Gail Simmons says Austin is bursting with creativity.
Photo courtesy Austin Food & Wine Festival
Gail Simmons says Austin is bursting with creativity.

Austin’s long been known as the Live Music Capital of the World. But these days the city’s also on the map for its food scene.  Today the first Austin Food and Wine festivalkicks off at Auditorium shores. We sat down with Gail Simmons, a judge on Top Chef and a figure at Food and Wine magazine, about what’s on tap at the festival and why they chose Austin in the first place. 

KUT: What was it about Austin that attracted you and the festival here?
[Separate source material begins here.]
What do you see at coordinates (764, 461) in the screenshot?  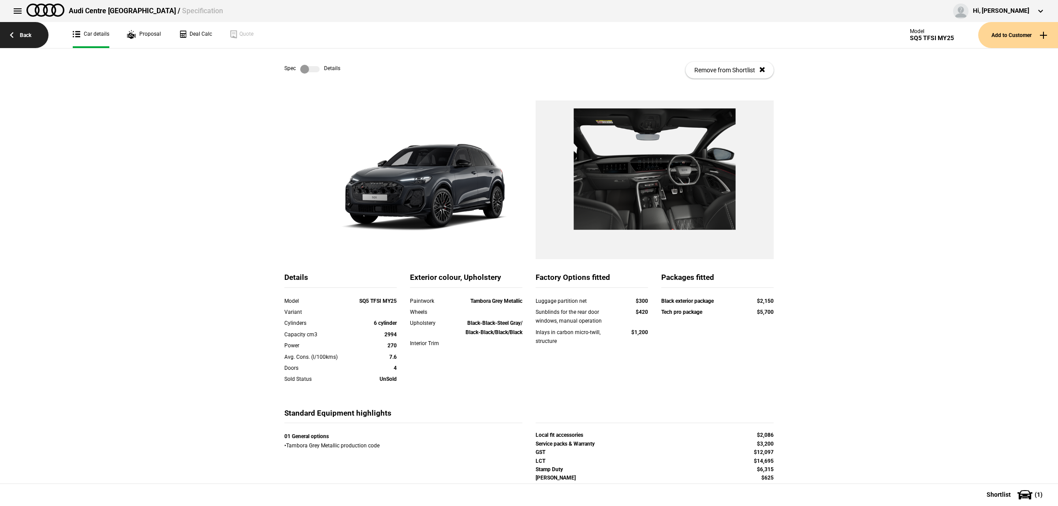 I see `strong: $14,695` at bounding box center [764, 461].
Gail Simmons: "Interestingly, I think both art and craft in Austin are alive and well. It's a young, energetic city, obviously partially because of the huge student culture here. And it's just full of great art and great design and great music. And it only makes sense that food would follow.
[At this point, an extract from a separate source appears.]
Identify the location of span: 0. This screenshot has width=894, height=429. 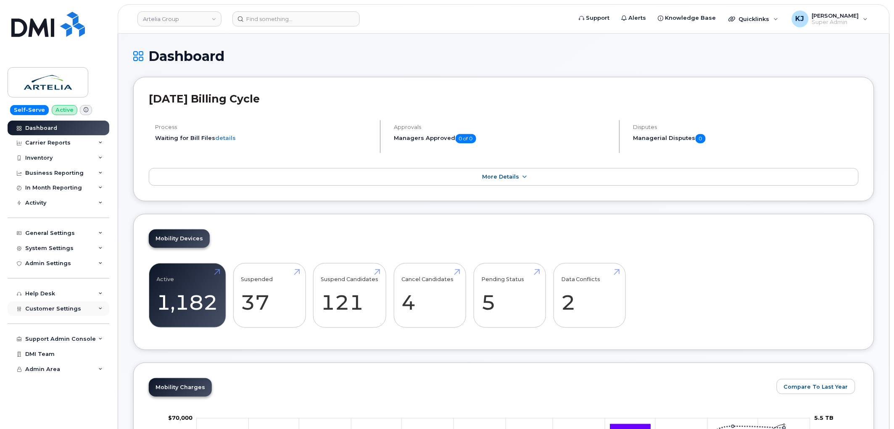
(701, 139).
Over the last several years, we've seen a huge surge in great, creative young talent in the food world. There's been some great young chefs coming out of Texas, notably Tyson Cole at Uchiand Bryce Gilmore at Barley Swine just a year or two ago. Those are only two of them, certainly. But there seems to be a great energy here, a great mix of cultures and cuisines creating this signature style that Austin is really known for now.

That can be seen on the streets by the unbelievable food truck culture here that is by far ahead of any other city in this country. They are like the "OGs" ["original gangsters"] of the food truck situation. It's unlike anything. New York, we're like babies, we're amateurs in comparison.

So I think that's really what lured us. This is the energy that we really try and capture in the magazine every month, so it just made sense to do something here three-dimensionally."

KUT: We take a lot of pride here in Austin about how evolved our own food scene has become in the last couple of years. If this something you see in other parts of the country as well?

Gail Simmons: "There's no question. I think that this is a great moment to eat in America. And I think there's a lot of cities that are kind of reinventing themselves. We're coming out of a little bit of a depressed time in the country, it's been an uneasy few years. But the last three or four years have really forced us to think about food differently. To think about it locally, to think about it in terms of affordability, sustainability and accessibility. And I mean [that] literally, the thought that some people don't have access to fresh food.

So I think that people are really re-thinking food and making it more approachable. But at the same time, I think that we all travel more, we all read more, we all watch more television, we all are more evolved ourselves, so we want more. And so Austin has certainly gone along those lines.

But I see it everywhere. I do a lot of traveling all of the country. Cities like Charleston, New Orleans, all of them are Southern-rooted cities that are taking the traditional foods of their area and bringing them to the world in a really exciting way. Mixing them with Korean food, with Mexican food, with Japanese food, with other global influences but also getting to their roots at the same time."

We'll have more on the Austin Food & Wine Festival over this weekend.